What Is Manning's Equation?
Manning's equation is the most widely used empirical formula in hydraulics for estimating the velocity and discharge of water flowing in an open channel under uniform, steady, gravity-driven conditions. It applies to rivers, canals, storm drains, culverts, and pipes flowing partly full. This calculator uses SI (metric) units, where the conversion factor k equals 1.0.
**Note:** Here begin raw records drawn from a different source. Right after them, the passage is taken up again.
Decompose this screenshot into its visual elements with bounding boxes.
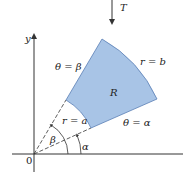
angle-beta-label: β — [49, 134, 56, 145]
inner-radius-label: r = a — [62, 115, 88, 126]
upper-ray-label: θ = β — [55, 61, 82, 72]
lower-ray-label: θ = α — [123, 117, 151, 128]
polar-diagram: T y 0 R r = b r = a θ = β θ = α β α — [0, 0, 183, 185]
y-axis-label: y — [24, 33, 31, 44]
ray-beta — [34, 100, 66, 154]
angle-alpha-arc — [77, 135, 81, 154]
angle-alpha-label: α — [82, 141, 89, 152]
transform-label: T — [120, 2, 128, 13]
origin-label: 0 — [26, 155, 32, 166]
region-label: R — [109, 87, 118, 98]
outer-radius-label: r = b — [140, 56, 166, 67]
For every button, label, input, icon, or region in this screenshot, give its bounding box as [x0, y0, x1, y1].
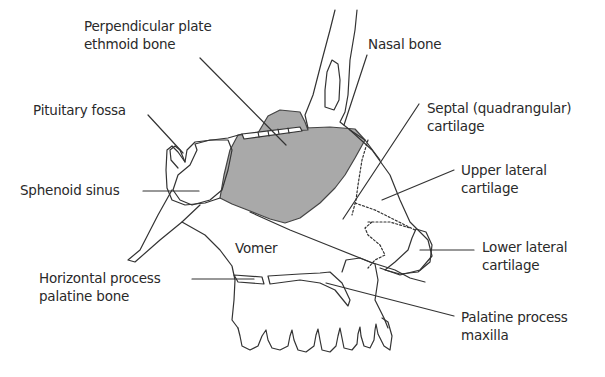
label-palatine-process: Palatine process maxilla: [461, 308, 568, 344]
leader-pituitary-fossa: [148, 115, 183, 153]
label-upper-lateral: Upper lateral cartilage: [461, 161, 547, 197]
pituitary-fossa-outline: [170, 146, 185, 168]
perpendicular-plate-region: [220, 127, 365, 223]
lower-lateral-cartilage-shape: [385, 229, 432, 274]
label-perpendicular-plate: Perpendicular plate ethmoid bone: [84, 17, 212, 53]
palatine-bone-shape: [268, 272, 350, 306]
label-lower-lateral: Lower lateral cartilage: [482, 238, 567, 274]
label-horizontal-process: Horizontal process palatine bone: [39, 269, 161, 305]
leader-palatine-process: [326, 283, 454, 316]
label-septal-cartilage: Septal (quadrangular) cartilage: [427, 99, 571, 135]
leader-upper-lateral: [382, 170, 454, 200]
vomer-outline: [182, 222, 238, 328]
label-nasal-bone: Nasal bone: [368, 35, 441, 53]
alar-dashed: [365, 222, 410, 268]
nasal-bone-outline: [305, 10, 335, 128]
label-pituitary-fossa: Pituitary fossa: [33, 101, 126, 119]
leader-septal-cartilage: [343, 104, 419, 219]
frontal-sinus-loop: [325, 60, 340, 110]
leader-perpendicular-plate: [200, 58, 286, 145]
upper-lateral-dashed: [355, 203, 415, 230]
nose-dorsum: [350, 130, 432, 275]
teeth: [238, 318, 392, 352]
label-vomer: Vomer: [235, 239, 277, 257]
leader-nasal-bone: [344, 55, 367, 125]
label-sphenoid-sinus: Sphenoid sinus: [20, 181, 120, 199]
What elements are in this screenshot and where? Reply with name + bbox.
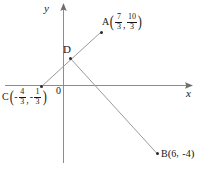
- fraction-a-y-numerator: 10: [127, 13, 137, 21]
- x-axis-label: x: [186, 88, 191, 99]
- open-paren: (: [9, 90, 13, 104]
- fraction-c-x: 4 3: [19, 88, 26, 106]
- fraction-c-y-denominator: 3: [35, 98, 41, 106]
- point-label-d: D: [63, 44, 71, 55]
- coordinate-separator: ,: [26, 95, 29, 106]
- fraction-a-x-numerator: 7: [116, 13, 122, 21]
- y-axis: [60, 3, 66, 163]
- y-axis-label: y: [44, 3, 49, 14]
- close-paren: ): [191, 148, 195, 159]
- point-label-c: C ( - 4 3 , - 1 3 ): [2, 88, 47, 106]
- open-paren: (: [110, 15, 114, 29]
- fraction-c-x-numerator: 4: [19, 88, 25, 96]
- origin-label: 0: [56, 86, 61, 96]
- fraction-a-x: 7 3: [115, 13, 122, 31]
- point-label-a: A ( 7 3 , 10 3 ): [102, 13, 143, 31]
- point-b-y-value: -4: [182, 149, 190, 159]
- fraction-a-x-denominator: 3: [116, 23, 122, 31]
- point-label-a-content: A ( 7 3 , 10 3 ): [102, 13, 143, 31]
- segment-D-B: [70, 58, 157, 154]
- coordinate-figure: y x 0 D A ( 7 3 , 10 3 ) B ( 6 ,: [0, 0, 204, 169]
- point-marker-a: [100, 31, 103, 34]
- fraction-a-y-denominator: 3: [129, 23, 135, 31]
- close-paren: ): [42, 90, 46, 104]
- coordinate-separator: ,: [123, 20, 126, 31]
- close-paren: ): [138, 15, 142, 29]
- fraction-c-y-numerator: 1: [35, 88, 41, 96]
- point-c-x-sign: -: [14, 92, 17, 102]
- point-label-c-name: C: [2, 92, 9, 102]
- coordinate-separator: ,: [176, 148, 181, 159]
- point-label-b-content: B ( 6 , -4 ): [161, 148, 194, 159]
- point-label-b-name: B: [161, 149, 168, 159]
- point-label-c-content: C ( - 4 3 , - 1 3 ): [2, 88, 47, 106]
- point-marker-d: [69, 57, 72, 60]
- point-label-b: B ( 6 , -4 ): [161, 148, 194, 159]
- point-label-a-name: A: [102, 17, 109, 27]
- point-marker-b: [156, 152, 159, 155]
- fraction-c-y: 1 3: [34, 88, 41, 106]
- fraction-c-x-denominator: 3: [19, 98, 25, 106]
- point-c-y-sign: -: [30, 92, 33, 102]
- fraction-a-y: 10 3: [127, 13, 137, 31]
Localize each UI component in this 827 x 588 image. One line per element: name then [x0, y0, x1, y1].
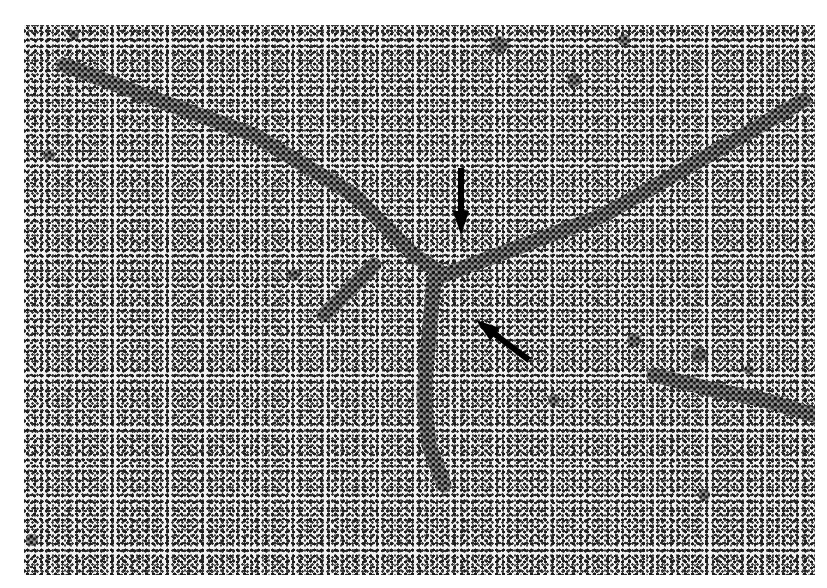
- lower-stem: [424, 280, 444, 485]
- dna-strands: [64, 65, 814, 485]
- particle-clusters: [26, 30, 754, 546]
- upper-left-arm: [64, 65, 444, 275]
- right-arm: [444, 100, 804, 275]
- dna-scene: [24, 25, 815, 575]
- arrow-diagonal-icon: [476, 320, 531, 362]
- micrograph-image: [24, 25, 815, 575]
- arrow-vertical-icon: [453, 168, 469, 235]
- short-left-spur: [324, 265, 374, 315]
- lower-right-fragment: [654, 375, 814, 415]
How to Use This Calculator
Enter four values: Manning's roughness coefficient n (a dimensionless surface-friction factor, e.g. ~0.013 for concrete, ~0.035 for natural streams), the cross-sectional flow area A in m², the wetted perimeter P in metres (the length of channel boundary in contact with water), and the channel slope S as a dimensionless gradient (rise over run, e.g. 0.001). The calculator returns velocity, discharge, and the hydraulic radius.
The Formula Explained
Velocity is computed as $$V = \frac{k}{n} \cdot R_h^{2/3} \cdot S^{1/2}$$ where the hydraulic radius \(R_h = \frac{A}{P}\). Discharge is then \(Q = V \cdot A\). Lower roughness, larger hydraulic radius, and steeper slope all increase velocity. Because the slope term is square-rooted, doubling the slope only raises velocity by about 41%.
Worked Example
For a channel with \(n = 0.013\), \(A = 2\ \text{m}^2\), \(P = 3\ \text{m}\), \(S = 0.001\): \(R_h = \frac{2}{3} = 0.6667\ \text{m}\). \(R_h^{2/3} = 0.6667^{0.6667} \approx 0.7631\). \(\sqrt{0.001} \approx 0.031623\). $$V = \frac{1}{0.013} \times 0.7631 \times 0.031623 \approx 1.856\ \text{m/s}$$ $$Q = 1.856 \times 2 \approx 3.713\ \text{m}^3/\text{s}$$
FAQ
What value of k should I use? Use \(k = 1.0\) for SI/metric units (as this tool does) and \(k = 1.486\) for US customary units (feet/seconds).
What is the wetted perimeter? It is the length of the channel cross-section boundary that is in contact with the flowing water — it excludes the free water surface.
Does this work for full pipes? Manning's equation works for open channel and partially-full pipe flow; for pressurized full-pipe flow use Darcy-Weisbach or Hazen-Williams instead.